As we enter the last few weeks of the 2024 election season, a disquieting and disturbing sense of utter desperation has started to pervade every level of politics. Nothing should really surprise us at this point, but the lows are getting low, the last-ditch efforts should in fact be in a ditch, and we’re arriving at some very dark and depressing places. Katherine wrote earlier this week about the bleak state of the Harris campaign, and we’re seeing echoes of the same behavior from a few Democrats running for U.S. Senate too, particularly when it comes to trans rights. What’s worse, the Harris campaign is also putting some very weird signals out about the issue.
Let’s start with Texas’ Colin Allred, who made the choice last week to combat opponent Ted Cruz’s anti-trans messaging with… more anti-trans messaging:
In case you missed it, this man really said, “Let me be clear. I don’t want boys playing girls’ sports or any of this ridiculous stuff that Ted Cruz is saying.” (He repeated these lines during his debate with Cruz this week, though he added vaguely that he is against discrimination.)
The layers of harm here are astounding. It’s like he might as well have said, “Ted Cruz and I actually agree on this,” which worked so well for Tim Walz in the VP debate earlier this month (jk). We already knew that transphobia turns your brain to mush, but we had no idea it was this bad.
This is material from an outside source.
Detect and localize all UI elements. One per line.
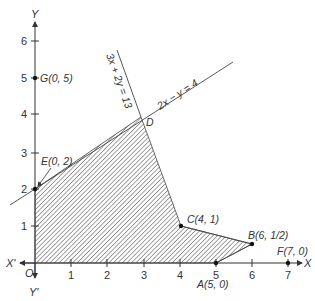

This ad is a response to Cruz campaign claims that Allred’s support of transgender rights threatens fairness in youth sports—a thematic continuation of the tens of millions of dollars the Trump campaign has spent on hateful, dog whistle anti-trans ads attacking Kamala Harris for her support of gender-affirming care. (It should be noted that those spots focus on comments from 2019, and Harris' communications director said this past September that it’s “not what she's running on." Yes, we will be getting back to that in a minute!)
It goes without saying that this is an odd response, especially from a candidate who has previously run on a platform of supporting LGBTQ+ rights (he was even endorsed earlier this year by the Human Rights Campaign, an org that’s now publicly asking for him to explain himself). It’s also odd for a party in which the majority of voters—particularly young ones—support protections for trans people, and most don’t consider it a high priority issue.
There would maybe, possibly be a small comfort in this infuriating situation if we could chalk this whole thing up to one bad decision or an anomaly in the field, except it’s not. There’s way more where this came from—including from the Kamala Harris campaign.